Columbia International Affairs Online: Journals

CIAO DATE: 11/2014

The New Era In Turkish Foreign Policy: Critiques And Challenges

Insight Turkey †

A publication of:
SETA Foundation for Political, Economic and Social Research

Volume: 16, Issue: 3 (Summer 2014)


Murat Yeşi̇ltaş

Abstract

This article examines the critiques directed at Turkish foreign policy during the AK Party administration. There are three basic critiques leveled at the foreign policy that has been followed by the AK Party: Islamist ideology, geopolitical codes, and lack of capacity in foreign policy. These criticisms will be examined through a multi-layered approach, whereby they will be contextualized in terms of global fragmentation (macro level), regional disorder and fragmentation (meso level), and restoration in domestic politics and the opponents within Turkey towards these policies (micro level). A look at the challenges that Turkish foreign policy faces today and the search for a new foreign policy model will follow.

Full Text

The Arab Spring has significantly destabilized the "geopolitical zone" surrounding Turkey. Although Turkey, at first, viewed these events as opportunities for "democratic restoration," the Arab Spring has unleashed new dynamics that have turned Turkey's region into a zone of chronic crisis. Indeed, a new "age of insecurity" has begun in the Middle East, as identity-based animosities and radical tendencies threaten nation-state borders and the principle of sovereignty. These conditions confront Turkish foreign policy with multidimensional challenges and pressures not witnessed during the past decade. In light of President-elect Recep Tayyip Erdoğan's desire to more fully utilize the powers of the presidency to take a more active role in foreign policy, an evaluation of this new period has become necessary for tackling these challenges and generating practical responses to these pressures.
In this new period, Erdoğan's first task entails forging a new model of foreign policy implementation without abandoning the foreign policy vision that characterized his tenure as prime minister, while employing the institutional suppleness of the presidency. Davutoğlu's promotion from foreign minister to prime minister can be read as a signal that Erdoğan will sustain even more resolutely the foreign policy discourse that has been consolidated over the past several years. However, the pair must answer several critiques that have recently been aimed at them and reestablish their "discursive superiority" on foreign policy issues. Surmounting these challenges is just as important as the new foreign policy model the pair must implement.
The Critique of Turkey's Foreign Policy
Over the past decade, the AK Party under Erdoğan has successfully produced solutions to many foreign policy challenges, and facilitated a continuity in the fundamental transformation that Turkish foreign policy has undergone. Both institutionally and ideationally, Erdoğan and his foreign policy team have instituted the most important foreign policy "revision" in the history of the Turkish Republic. Not only did this administration produce structural solutions to several of Turkey's chronic political problems, it has also "radically" recast how Turkey is perceived internationally. With its implementation of pro-growth economic policies, Turkey took its place as a "significant" actor on international platforms. Erdoğan devoted his energy to consolidating Turkey's democracy and reconstructing the domestic political order: from civil-military relations to the Kurdish problem to the relations between religion and state, he has confronted numerous challenges which are remnants from Turkey's early republican era. Through these policies, Erdoğan has played an important role in the last decade of an attempted "restoration" that stretches back over a century.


## Exercise objective:
The records that follow are to be given again exactly, with their pictures omitted.

## Supplied material:
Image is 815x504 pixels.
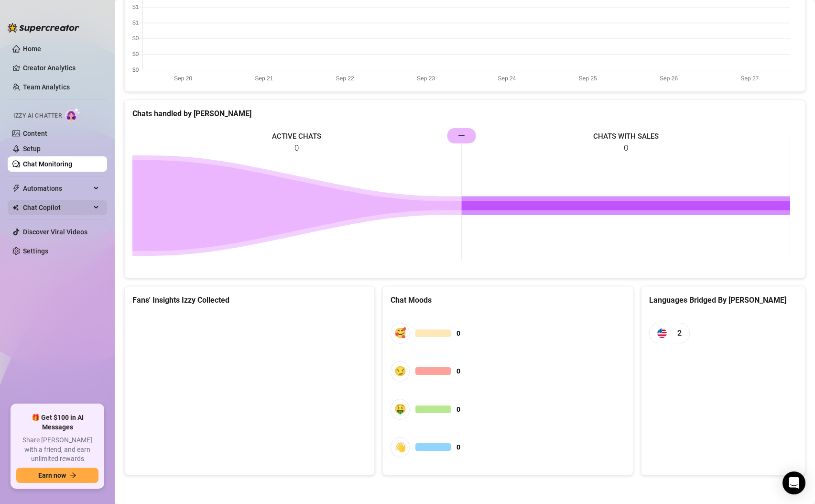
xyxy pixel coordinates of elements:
[23,181,91,196] span: Automations
[23,61,99,76] a: Creator Analytics
[23,228,87,236] a: Discover Viral Videos
[23,83,70,91] a: Team Analytics
[17,413,99,431] span: 🎁 Get $100 in AI Messages
[456,328,460,338] span: 0
[649,294,797,306] div: Languages Bridged By [PERSON_NAME]
[70,472,76,479] span: arrow-right
[13,204,18,211] img: Chat Copilot
[23,247,48,255] a: Settings
[677,327,682,339] span: 2
[657,328,667,338] img: us
[391,399,410,419] div: 🤑
[23,160,72,168] a: Chat Monitoring
[783,472,805,494] div: Open Intercom Messenger
[391,361,410,382] div: 😏
[391,437,410,457] div: 👋
[23,45,41,53] a: Home
[8,23,80,32] img: logo-BBDzfeDw.svg
[391,322,410,343] div: 🥰
[23,145,41,152] a: Setup
[17,435,99,464] span: Share [PERSON_NAME] with a friend, and earn unlimited rewards
[66,108,80,122] img: AI Chatter
[391,294,624,306] div: Chat Moods
[133,108,797,120] div: Chats handled by [PERSON_NAME]
[17,468,99,483] button: Earn nowarrow-right
[456,442,460,452] span: 0
[13,185,20,192] span: thunderbolt
[456,404,460,414] span: 0
[456,366,460,376] span: 0
[38,472,66,479] span: Earn now
[23,129,47,137] a: Content
[13,112,62,120] span: Izzy AI Chatter
[23,200,91,215] span: Chat Copilot
[133,294,366,306] div: Fans' Insights Izzy Collected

## Answer below:
Image is 815x504 pixels.
xyxy pixel coordinates of elements:
[23,181,91,196] span: Automations
[23,61,99,76] a: Creator Analytics
[23,228,87,236] a: Discover Viral Videos
[23,83,70,91] a: Team Analytics
[17,413,99,431] span: 🎁 Get $100 in AI Messages
[456,328,460,338] span: 0
[649,294,797,306] div: Languages Bridged By [PERSON_NAME]
[70,472,76,479] span: arrow-right
[13,204,18,211] img: Chat Copilot
[23,247,48,255] a: Settings
[677,327,682,339] span: 2
[657,328,667,338] img: us
[391,399,410,419] div: 🤑
[23,160,72,168] a: Chat Monitoring
[783,472,805,494] div: Open Intercom Messenger
[391,361,410,382] div: 😏
[391,437,410,457] div: 👋
[23,45,41,53] a: Home
[8,23,80,32] img: logo-BBDzfeDw.svg
[391,322,410,343] div: 🥰
[23,145,41,152] a: Setup
[17,435,99,464] span: Share [PERSON_NAME] with a friend, and earn unlimited rewards
[66,108,80,122] img: AI Chatter
[391,294,624,306] div: Chat Moods
[133,108,797,120] div: Chats handled by [PERSON_NAME]
[17,468,99,483] button: Earn nowarrow-right
[456,442,460,452] span: 0
[13,185,20,192] span: thunderbolt
[456,404,460,414] span: 0
[456,366,460,376] span: 0
[38,472,66,479] span: Earn now
[23,129,47,137] a: Content
[13,112,62,120] span: Izzy AI Chatter
[23,200,91,215] span: Chat Copilot
[133,294,366,306] div: Fans' Insights Izzy Collected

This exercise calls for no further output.